Greenwashing represents the dangerous intersection where trademark law meets environmental claims. Companies build entire brand identities around sustainability without the substance to back them up. However, regulators worldwide are fighting back. The FTC’s Green Guides in the US, the EU’s Green Claims Directive, and similar regulations globally are creating serious consequences for hollow eco-promises.

The casualties of this crackdown are numerous and notable. Volkswagen’s “Clean Diesel” campaign resulted in $30 billion in fines when emissions-cheating devices were discovered. H&M’s “Conscious Collection” faced lawsuits for being mostly fast fashion with minimal sustainable materials. Coca-Cola promotes recycling while consistently ranking as the world’s top plastic polluter. Even financial giants like Goldman Sachs have paid millions for overstating the sustainability of their ESG funds.

The distinction between legitimate certification marks (like Forest Stewardship Council or Energy Star) and self-created eco-labels has become a crucial battleground. When SC Johnson invented its own “GreenList” logo, consumers assumed third-party verification that didn’t exist. The resulting lawsuit demonstrates how sustainability can’t be fabricated through clever branding alone.

For those navigating these green waters, specificity and transparency offer the safest passage. Vague terms like “eco-friendly” invite scrutiny, while precise statements backed by evidence build lasting trust. As trademark lawyers, marketers and entrepreneurs, our challenge is clear: align intellectual property with genuine sustainability, not just environmental aesthetics.

Ready to sharpen your eco-radar and spot corporate green shenanigans? Subscribe now and join us in exploring how intellectual property shapes our world—from the products we buy to the promises we believe. Because in both IP and sustainability, authenticity always outlasts imitation.

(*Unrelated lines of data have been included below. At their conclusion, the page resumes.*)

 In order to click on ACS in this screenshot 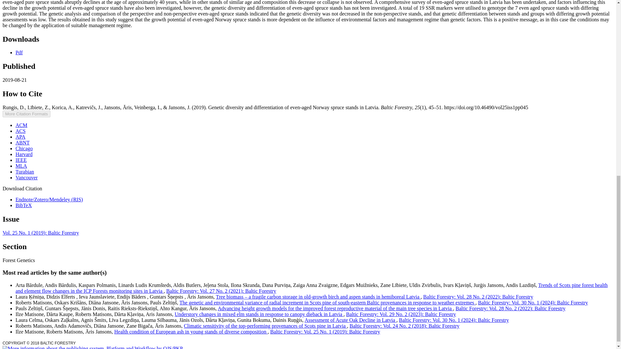, I will do `click(20, 131)`.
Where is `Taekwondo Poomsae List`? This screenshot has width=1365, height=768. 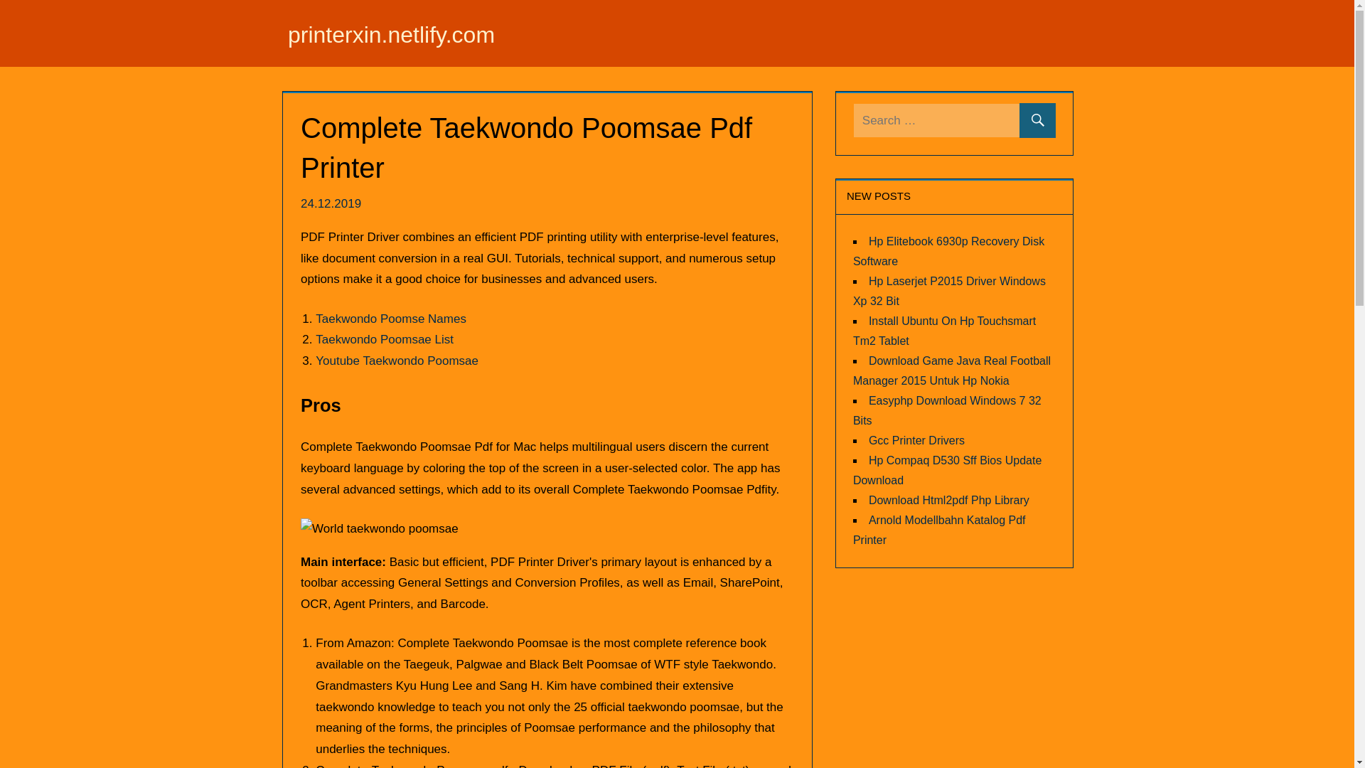 Taekwondo Poomsae List is located at coordinates (384, 339).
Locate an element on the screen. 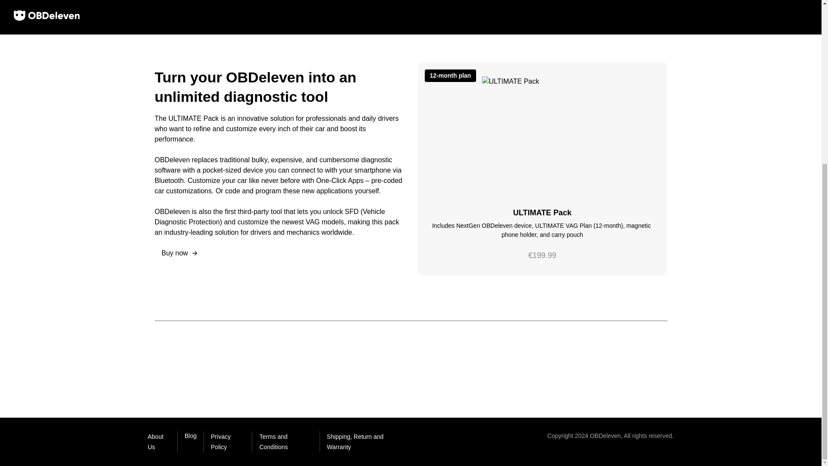 This screenshot has width=828, height=466. Blog is located at coordinates (191, 442).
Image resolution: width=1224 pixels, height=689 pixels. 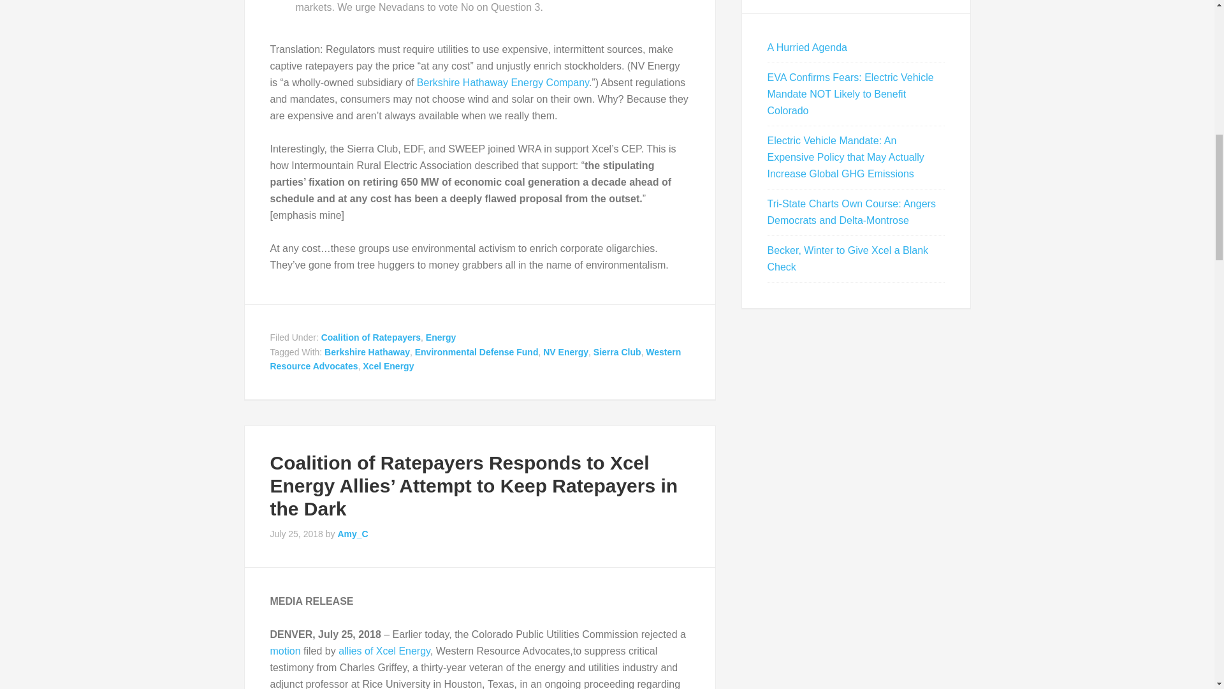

Zodiac Season, Litigation Rising Intangiblia™

Can you copyright a horoscope, enhance a century-old tarot deck and claim protection, or assign your stage name and lose it in court? We open the year by charting the legal sky where creativity, belief, and branding intersect—and sometimes collide. From a syndicated astrologer’s claim that near-identical forecasts kept running without a license, to a software company’s short-lived effort to assert control over historical time zone data, we unpack the crucial line between ideas and expression, facts and creativity, public domain and protectable derivative work.We also step into the studio with the icons. The Walter Mercado saga reveals how a personal brand can be transformed into a trademark owned by someone else, with lasting consequences for the artist behind it. Along the way, we explore what separates simple restoration from original creativity in tarot publishing, why databases of raw facts remain free for all, and how small wording choices in daily horoscopes can carry real legal weight. The thread tying it all together: the cosmos is shared; the way we package it is not.Expect practical takeaways for creators, publishers, and entrepreneurs: register original writing, document design decisions, start from public-domain sources rather than competitors’ upgrades, and read every clause before assigning names, logos, or likenesses. If you’re building an astrology app, launching a zodiac product line, or reviving classic esoteric art, this deep dive will help you navigate trademarks, copyrights, and contracts without dimming your creative light.Enjoy the episode? Follow the show, share it with a friend who loves law or the stars, and leave a quick review to help others find us. What boundary do you think should exist between shared culture and private ownership? Tell us—your take might shape a future episode.Send us a textCheck out "Protection for the Inventive Mind" – available now on Amazon in print and Kindle formats. The views and opinions expressed (by the host and guest(s)) in this podcast are strictly their own and do not necessarily reflect the official policy or position of the entities with which they may be affiliated. This podcast should in no way be construed as promoting or criticizing any particular government policy, institutional position, private interest or commercial entity. Any content provided is for informational and educational purposes only.